What happens when we outgrow our shell?
Once upon a time, I felt out of the dominant philosophy of my culture. I was no longer interested in entertainment, in material achievement, in great adventures that require a lot of natural resources, or in pursuing a career. The way of life that I inherited from previous generations no longer satisfied me.
That’s when a sense of meaninglessness kicked into my awareness.
The dominant philosophy was dead to me.
Yet, despite its death, when a philosophy dies, its shell remains. What leaves is the energy and the aliveness that makes a philosophy worthwhile. What was once a shrine becomes a shelter. What was once a prayer becomes a habit. What was once a ceremony becomes an obligation. What was once a pilgrimage becomes a hike. What was once a philosophy to live by becomes a shell of pretends without substance.
Like a hermit crab that leaves its shell because it becomes too small, too confined, and doesn’t quite fit anymore, I am searching for a new shell to replace the old.
I want my new shell to be alive by showing me a way of life, a lifestyle, and a structure to live by daily. I want my new shell to turn every obligation into a ceremony, every habit into a prayer, every hike into a pilgrimage, and every shelter into a shrine.
And I want my new shell to fit the circumstances: to relate me to the living processes that surround me, humans, nonhumans, the land, the biosphere, the geosphere. If I cannot relate my psyche to these processes, the philosophy is dead. It can no longer connect me to my world, but instead disconnects me from it. In such a relationship, no resonance is possible. As Hartmut Rosa explains
“resonance can be defined as a form of world-relation, in which subject and world meet and transform each other. The emergence of resonance is possible only through affection and emotion, intrinsic interest and expectation of self-efficacy, entailing the construction of a meaningful, dynamic, and transformative rapport between actors and their environment”.
Resonance can only be experienced if the shell fits, if the philosophy that connects to the world is alive.
When existing philosophies cease to be alive, we also cease to be in resonance with the world, the result is that we experience a sense of meaninglessness.

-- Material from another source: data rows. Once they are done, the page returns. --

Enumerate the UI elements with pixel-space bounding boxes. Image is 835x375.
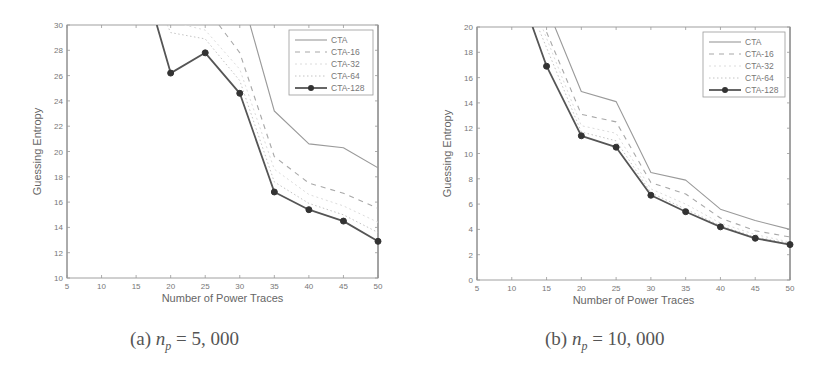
x-tick-label: 10 (507, 284, 516, 293)
y-tick-label: 0 (469, 276, 474, 285)
data-point-cta-128 (648, 192, 654, 198)
x-tick-label: 30 (235, 282, 244, 291)
y-tick-label: 18 (464, 48, 473, 57)
x-tick-label: 35 (681, 284, 690, 293)
legend-label: CTA-16 (745, 49, 774, 59)
data-point-cta-128 (717, 224, 723, 230)
data-point-cta-128 (168, 70, 174, 76)
chart-b: 510152025303540455002468101214161820Numb… (441, 23, 795, 306)
data-point-cta-128 (578, 133, 584, 139)
y-tick-label: 14 (464, 99, 473, 108)
x-tick-label: 45 (339, 282, 348, 291)
data-point-cta-128 (271, 189, 277, 195)
legend-label: CTA (745, 37, 762, 47)
x-tick-label: 15 (132, 282, 141, 291)
y-axis-label: Guessing Entropy (441, 109, 453, 197)
legend-label: CTA-128 (745, 85, 779, 95)
caption-a: (a) np = 5, 000 (130, 328, 239, 354)
legend-marker (722, 87, 728, 93)
caption-b: (b) np = 10, 000 (545, 328, 665, 354)
data-point-cta-128 (237, 90, 243, 96)
legend-label: CTA-16 (331, 47, 360, 57)
legend: CTACTA-16CTA-32CTA-64CTA-128 (289, 30, 373, 95)
x-tick-label: 25 (612, 284, 621, 293)
x-tick-label: 15 (542, 284, 551, 293)
caption-a-prefix: (a) (130, 328, 151, 349)
x-tick-label: 25 (201, 282, 210, 291)
y-tick-label: 12 (54, 249, 63, 258)
data-point-cta-128 (683, 209, 689, 215)
caption-b-value: = 10, 000 (592, 328, 664, 349)
data-point-cta-128 (787, 242, 793, 248)
x-tick-label: 5 (475, 284, 480, 293)
y-axis-label: Guessing Entropy (31, 107, 43, 195)
legend: CTACTA-16CTA-32CTA-64CTA-128 (703, 32, 785, 97)
data-point-cta-128 (544, 63, 550, 69)
data-point-cta-128 (306, 207, 312, 213)
y-tick-label: 18 (54, 173, 63, 182)
y-tick-label: 14 (54, 223, 63, 232)
y-tick-label: 30 (54, 21, 63, 30)
caption-a-sub: p (165, 339, 171, 353)
y-tick-label: 20 (54, 148, 63, 157)
legend-marker (308, 85, 314, 91)
y-tick-label: 28 (54, 46, 63, 55)
caption-b-var: n (572, 328, 582, 349)
figure-canvas: 5101520253035404550101214161820222426283… (0, 0, 835, 375)
x-tick-label: 5 (65, 282, 70, 291)
y-tick-label: 10 (54, 274, 63, 283)
data-point-cta-128 (202, 50, 208, 56)
x-tick-label: 30 (646, 284, 655, 293)
y-tick-label: 6 (469, 200, 474, 209)
y-tick-label: 16 (54, 198, 63, 207)
y-tick-label: 26 (54, 72, 63, 81)
x-tick-label: 50 (786, 284, 795, 293)
y-tick-label: 22 (54, 122, 63, 131)
x-tick-label: 10 (97, 282, 106, 291)
y-tick-label: 16 (464, 74, 473, 83)
y-tick-label: 12 (464, 124, 473, 133)
y-tick-label: 8 (469, 175, 474, 184)
x-tick-label: 35 (270, 282, 279, 291)
legend-label: CTA-32 (745, 61, 774, 71)
legend-label: CTA (331, 35, 348, 45)
data-point-cta-128 (752, 235, 758, 241)
x-tick-label: 20 (577, 284, 586, 293)
x-tick-label: 20 (166, 282, 175, 291)
legend-label: CTA-128 (331, 83, 365, 93)
legend-label: CTA-64 (331, 71, 360, 81)
y-tick-label: 10 (464, 150, 473, 159)
y-tick-label: 20 (464, 23, 473, 32)
legend-label: CTA-32 (331, 59, 360, 69)
caption-a-value: = 5, 000 (176, 328, 239, 349)
data-point-cta-128 (375, 238, 381, 244)
x-tick-label: 50 (374, 282, 383, 291)
caption-b-sub: p (581, 339, 587, 353)
legend-label: CTA-64 (745, 73, 774, 83)
x-axis-label: Number of Power Traces (162, 292, 284, 304)
chart-a: 5101520253035404550101214161820222426283… (31, 21, 383, 304)
y-tick-label: 24 (54, 97, 63, 106)
x-tick-label: 40 (716, 284, 725, 293)
y-tick-label: 4 (469, 225, 474, 234)
x-axis-label: Number of Power Traces (573, 294, 695, 306)
caption-b-prefix: (b) (545, 328, 567, 349)
data-point-cta-128 (340, 218, 346, 224)
y-tick-label: 2 (469, 251, 474, 260)
data-point-cta-128 (613, 144, 619, 150)
caption-a-var: n (156, 328, 166, 349)
x-tick-label: 45 (751, 284, 760, 293)
x-tick-label: 40 (304, 282, 313, 291)
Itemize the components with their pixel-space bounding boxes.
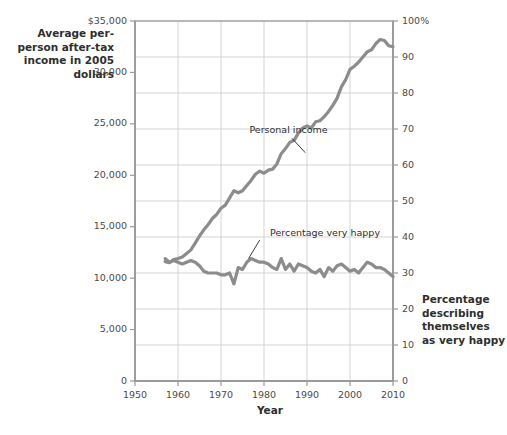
- y-axis-right-tick-label: 70: [402, 123, 442, 134]
- y-axis-left-tick-label: 10,000: [71, 272, 127, 283]
- x-axis-tick-label: 1960: [158, 389, 198, 400]
- x-axis-tick-label: 1950: [115, 389, 155, 400]
- leader-percentage-very-happy: [249, 240, 260, 259]
- x-axis-tick-label: 1990: [287, 389, 327, 400]
- x-axis-tick-label: 1970: [201, 389, 241, 400]
- series-line-percentage-very-happy: [165, 259, 393, 284]
- y-axis-right-tick-label: 50: [402, 195, 442, 206]
- y-axis-right-tick-label: 60: [402, 159, 442, 170]
- y-axis-right-tick-label: 20: [402, 303, 442, 314]
- y-axis-left-tick-label: 0: [71, 375, 127, 386]
- y-axis-left-tick-label: $35,000: [71, 15, 127, 26]
- x-axis-tick-label: 2000: [330, 389, 370, 400]
- leader-personal-income: [292, 138, 305, 152]
- x-axis-tick-label: 1980: [244, 389, 284, 400]
- annotation-personal-income: Personal income: [249, 124, 327, 135]
- y-axis-right-tick-label: 10: [402, 339, 442, 350]
- y-axis-right-tick-label: 30: [402, 267, 442, 278]
- annotation-leaders: [249, 138, 306, 258]
- y-axis-right-tick-label: 40: [402, 231, 442, 242]
- y-axis-right-tick-label: 0: [402, 375, 442, 386]
- y-axis-right-tick-label: 80: [402, 87, 442, 98]
- chart-figure: Average per-person after-tax income in 2…: [0, 0, 507, 435]
- annotation-percentage-very-happy: Percentage very happy: [270, 227, 380, 238]
- x-axis-tick-label: 2010: [373, 389, 413, 400]
- y-axis-right-tick-label: 100%: [402, 15, 442, 26]
- y-axis-left-tick-label: 20,000: [71, 169, 127, 180]
- y-axis-left-tick-label: 25,000: [71, 117, 127, 128]
- y-axis-left-tick-label: 5,000: [71, 323, 127, 334]
- y-axis-right-tick-label: 90: [402, 51, 442, 62]
- y-axis-left-tick-label: 30,000: [71, 66, 127, 77]
- y-axis-left-tick-label: 15,000: [71, 220, 127, 231]
- gridlines: [135, 21, 393, 381]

The process of recreating a philosophy is a process of trial and error. I haven’t found an existing one that satisfies my needs. I believe the future will be a meshwork of individual philosophies. Maybe this will look like a beach full of shells: From far away, they appear to be one Gestalt: a beach; from close by, each differs from the other. As Arne Naess, I would rather encourage everyone to develop and spell out their philosophy of life and worldview that reconnects them to themselves and the world in a way that resonance is experienced.